SEO Agencies and Transparency16 August 2010
Ever hire an SEO Agency and when you start asking questions about their work, they respond by saying “Leave all that to us, we are the experts”, or “It’s a mix of science and art, very hard to explain, but we know exactly what we are doing!”
Yeah, well you aren’t the only one. Many of our clients have experienced that and many paid a LOT of money and never really knew what they were paying for. Sure, it’s a science. After learning a decent amount of SEO, I can tell you – very few clients will want to try this on their own – it is definitely a FULL TIME job that most of then would not care to deal with. Thus, why is it such a secret?!

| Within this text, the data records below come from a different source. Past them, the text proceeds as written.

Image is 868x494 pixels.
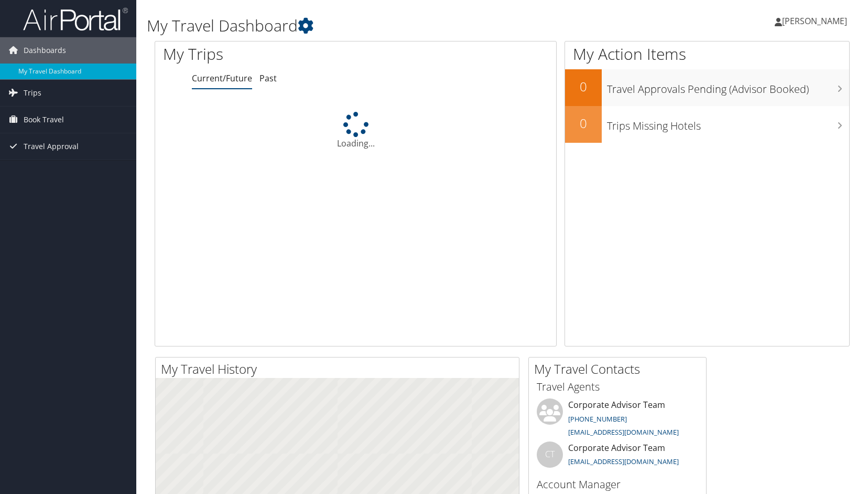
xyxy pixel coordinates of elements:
[568,414,627,424] a: [PHONE_NUMBER]
[163,43,381,65] h1: My Trips
[537,442,563,467] div: CT
[24,134,78,159] span: Travel Approval
[565,77,602,95] h2: 0
[24,107,64,133] span: Book Travel
[155,112,556,149] div: Loading...
[565,106,849,143] a: 0Trips Missing Hotels
[565,43,849,65] h1: My Action Items
[531,442,704,475] li: Corporate Advisor Team
[775,5,858,37] a: [PERSON_NAME]
[259,72,277,84] a: Past
[537,477,699,491] h3: Account Manager
[24,80,42,106] span: Trips
[192,72,252,84] a: Current/Future
[531,398,704,442] li: Corporate Advisor Team
[161,359,520,377] h2: My Travel History
[24,38,66,63] span: Dashboards
[565,114,602,133] h2: 0
[782,15,847,27] span: [PERSON_NAME]
[568,456,679,465] a: [EMAIL_ADDRESS][DOMAIN_NAME]
[568,427,679,437] a: [EMAIL_ADDRESS][DOMAIN_NAME]
[534,359,707,377] h2: My Travel Contacts
[146,15,621,37] h1: My Travel Dashboard
[23,7,128,32] img: airportal-logo.png
[537,379,699,394] h3: Travel Agents
[608,76,849,96] h3: Travel Approvals Pending (Advisor Booked)
[565,69,849,106] a: 0Travel Approvals Pending (Advisor Booked)
[608,113,849,134] h3: Trips Missing Hotels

Many of my clients simply tell me, “it appears to be working”, but when I ask them for specifics, I get a “deer in headlights” look and nothing further comes from their mouth. I guess they are treating it like “insurance” against being invisble”, which is crazy because if they have decent content they will be in pretty good shape – certainly not invisible.
Apparently, this must be very common, because Google just announced they will REQUIRE partner Agencies to be transparent to their customers when using Google services such as AdWords. When this goes into effect in February 2011, the Agency MUST disclose specific elements to their clients (and the client will receive a report directly), which include:
- Clicks
- Impressions
- Spend
This will give Google the credit for the results, whereas now the Agency does not have to disclose the information and can take full credit for their “wizardry” when things go well, and disclaim everything, or get paid for more “needed” changes when things go bad. This WILL affect those agencies who are not transparent – probably in a negative way. However, it will affect Google in a positive way – with hundreds of thousands of accounts under third party management, it will now shine a bright light on, and weed out, bad SEO Agencies so that the negativity does not attach to Google itself.

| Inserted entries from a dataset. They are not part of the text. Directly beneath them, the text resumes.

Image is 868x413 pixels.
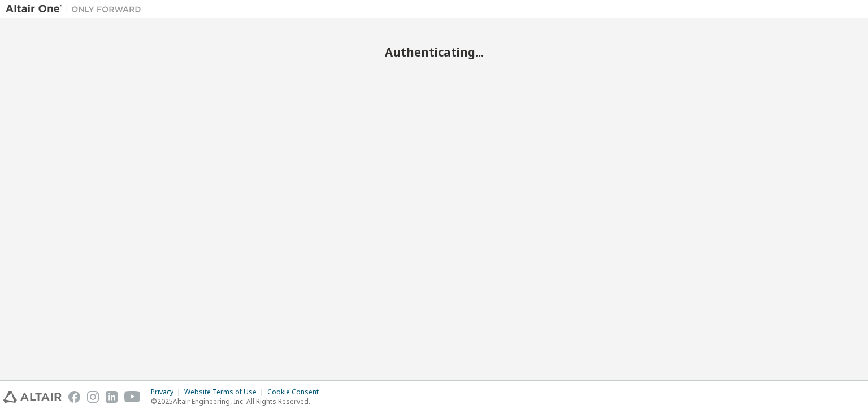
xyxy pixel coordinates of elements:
[6,44,862,59] h2: Authenticating...
[184,387,268,396] div: Website Terms of Use
[151,387,184,396] div: Privacy
[106,391,118,403] img: linkedin.svg
[268,387,326,396] div: Cookie Consent
[6,3,147,15] img: Altair One
[3,391,61,403] img: altair_logo.svg
[151,396,326,406] p: © 2025 Altair Engineering, Inc. All Rights Reserved.
[87,391,99,403] img: instagram.svg
[68,391,80,403] img: facebook.svg
[124,391,141,403] img: youtube.svg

This has been coming – it was initiated in the API terms of service years ago, then was admended, then conversation began again and a common phrase was being echoed by Google: “Mythbusting”, I heard it many times in various conversations about transparency.

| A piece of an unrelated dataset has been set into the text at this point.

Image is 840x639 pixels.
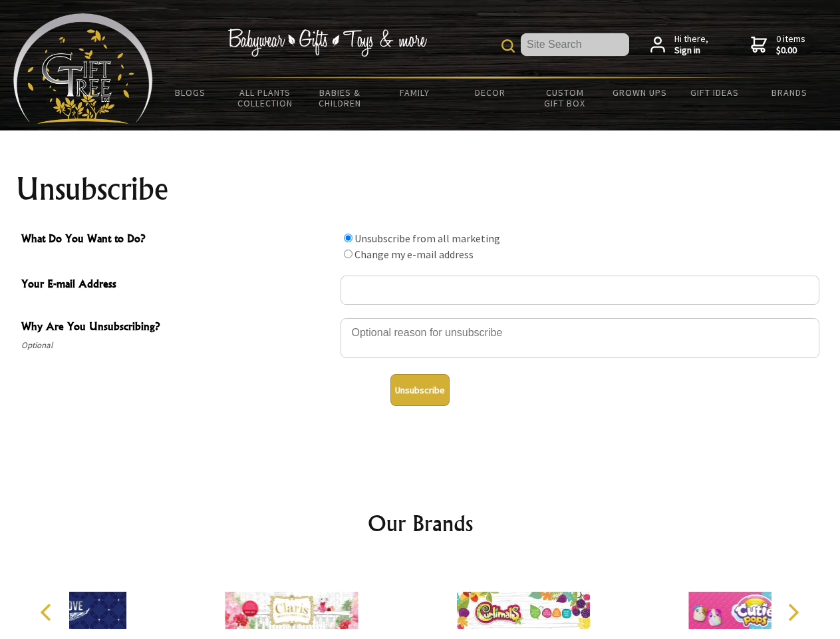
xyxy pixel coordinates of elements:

In conclusion, despite the Agencies who are going to rail against this, I say: TRANSPARENCY = GOOD. Just as in any other buying scenario, the more educated your buyer is, the better the sale. This is simply good business and, I still believe, that most of the buyers will not go out and try to do it themselves – but at the same time, they will finally have some input into the process and will feel like they are buying a quality service instead of snake oil!
KUDOS to Google!!
Giving away your Privacy Rights?7 July 2010
You are if you sign in with a “Global ID” such as Facebook, Twitter, etc. from or to other websites. It’s much easier to do that, but you need to know what you give up in the process to the site you use it with. Here is a graphic that shows you what you tell about yourself:
[click image for larger size]
According to the infographic provided by Gigya:
Using Facebook as a Global Login ID:
- Across all sites: 46%
- Entertainment Sites: 52%
- News Sites: 25%
- B2B Sites: 37%
Using Twitter as a Global Login ID:
- Across all sites: 14%
- Entertainment Sites: 15%
- News Sites: 45%
- B2B Sites: 18%
Using YAHOO as a Global Login ID:
- Across all sites: 13%
- Entertainment Sites: 11%
- News Sites: 10%
- B2B Sites: 18%
Using MY SPACE as a Global Login ID:
- Across all sites: 7%
- Entertainment Sites: 14%
- News Sites: 1%
- B2B Sites: 3%
Using Linked In as a Global Login ID:
- Across all sites: 2%
- Entertainment Sites: 0%
- News Sites: 1%
- B2B Sites: 3%
AOL and ther IDs reported at 1% or less.